My Mother died in 1956 at the age of 50 in Selma, California. John married again in 1965. When my step-mother died, he married again  but, ultimately, outlived them all and gave up on marriage for good.  John lived the last  years of his life in the home of my Sister, Carol, in Vinton, Louisiana. As long as he was able, he had a garden. He planted a Grapefruit tree that, 20 plus years after his death, is still producing fruit and never fails to make me think of him and smile. . He died in Louisiana in December 2001.


My Grandson, Bailey, was six months old when I wrote this poem. At that time he would sit on my son, Michael's lap and seem to watch "Baseball Tonight" on ESPN. like father, like son, like grandfather, great-grandfather etc. John was a life-long baseball fan, a life-long Giants fan.   A favorite player was fellow Oklahoman and New York Giant legend, Carl Hubbell. Dad still followed the Giants after they moved to San Francisco.
One of the last people Dad met was my son Michael's wife, Nikki. She was carrying John's great grandson at the time. John died just days before Bailey was born. I like to think John and Bailey crossed paths at the threshold and that thought was the inspiration for this poem.




The Ballad of John … and Bailey




John was born a farmer's son
and learned to work the lands
in rural Oklahoma where
they made life with their hands.


He learned to tell a story well
and those who listened know
of model A's, depression days
and silent picture shows ...


of wagon trips and cotton crops
and playing country ball ...
of thunderstorms and blackjack trees
and harvests in the fall ...


of one room schools and butter churns
and following a plow
behind a team of stubborn mules,
he still remembered how.


As the oldest of eleven
what could the schoolboy do
but read his book behind a plow
and trust the rows were true.


John married young as some men do
and raised a family
of seven children, seven strong,
with quiet dignity.


They moved to Colorado for,
he hoped, a better day,
to make a life without a crop,
to live another way...


then out to California
a blue Pacific dawn,
the war was recent history,
the grapes of wrath were gone.


They cut some grapes and pulled a mile
of cotton down a row,
they chased some water, pulled a plow
and danced with mister hoe.


They moved a thousand sprinkler lines
then moved them all again,
they moved the mighty cotton plant from
row, to sack, to gin.


John lost his love one dreary day
but kept his stubborn pride
and lived another forty years
though half his heart had died.


And other loves and other crops
and other rows to hoe,
and other losses other moves
and other pain to know.


Alone at last, yet not alone,
Louisiana bound.
In southern hospitality
a final home he found.


A restful town, a peaceful life,
a garden there to tend,
with books to read and tales to tell,
a better way to end.


With honor and integrity,
with unrelenting pride,
with dignity John lived his life...
with dignity he died.


... and Bailey


Two Neighbors boys at Heaven's door
paused there to share a grin ...
then one stepped out to start a life
and one came home again.




~ Dean Neighbors ~

Saturday, February 22, 2020

AMIVALENT VS ABIGUOUS

The Latin prefix "ambi-" means both and can refer to plurality. In ambivalent it refers to having mixed, contradictory, or more than one feeling about something. In ambiguous on the other hand, it means unclear or able to be understood in multiple ways.
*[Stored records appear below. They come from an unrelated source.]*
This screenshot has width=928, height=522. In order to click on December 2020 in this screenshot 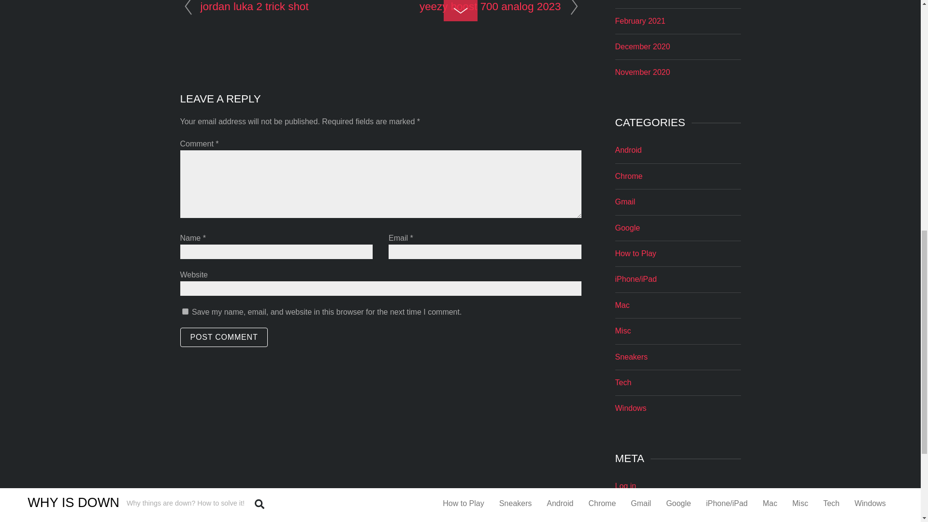, I will do `click(642, 46)`.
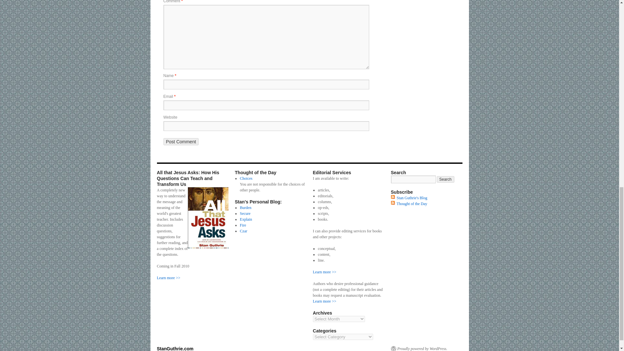 The image size is (624, 351). Describe the element at coordinates (181, 142) in the screenshot. I see `Post Comment` at that location.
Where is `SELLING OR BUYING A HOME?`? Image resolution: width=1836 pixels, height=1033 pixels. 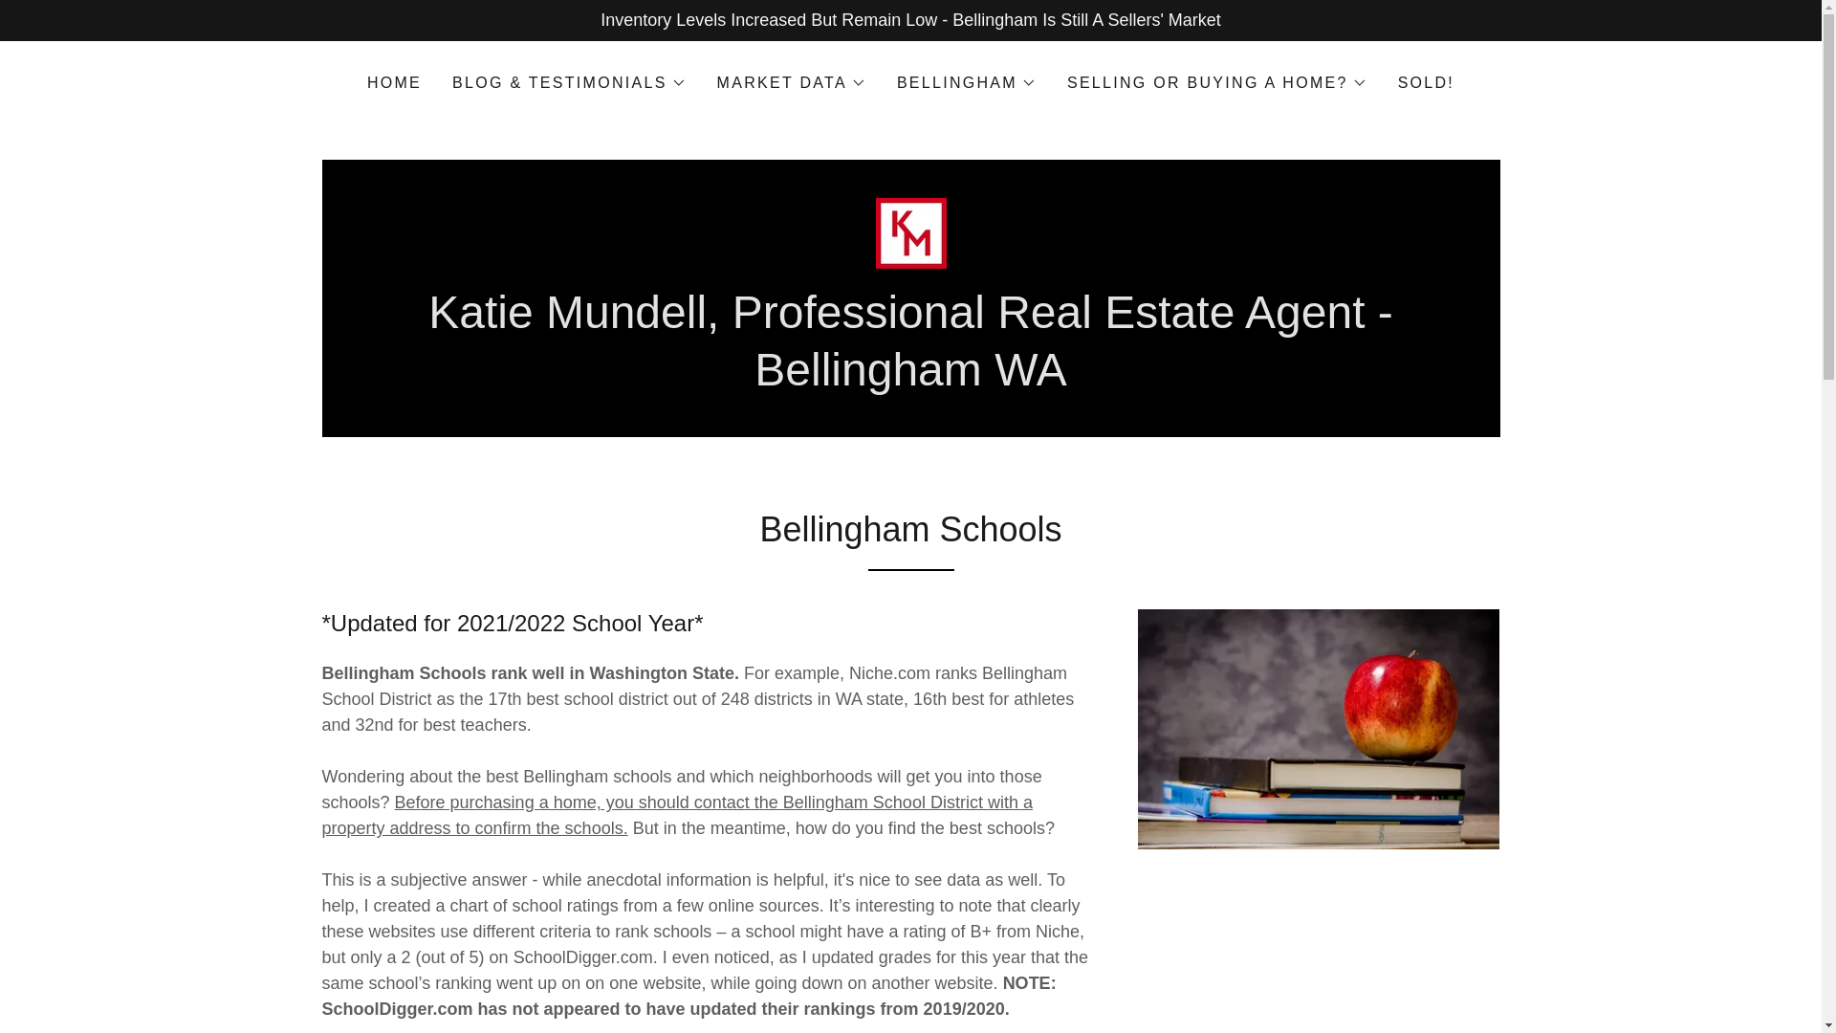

If you are ambivalent about something, you feel two ways about it. 'Ambiguous', on the other hand, means "unclear or capable of being understood in two or more different ways."



Ambiguous: More than One Meaning

Ambiguous, on the other hand, isn't a word used to describe people—though it is used to describe things people do or say. It's used in cases where the meaning of something is not clear, often because it can be understood in more than one way:
The ambiguous results of the study make it plain that more research is needed.
Their offer was ambiguous; were they suggesting that I borrow the car, or rent it from them?
The word may is ambiguous: it can be about permission—"you may go"—or about possibility—"it may rain."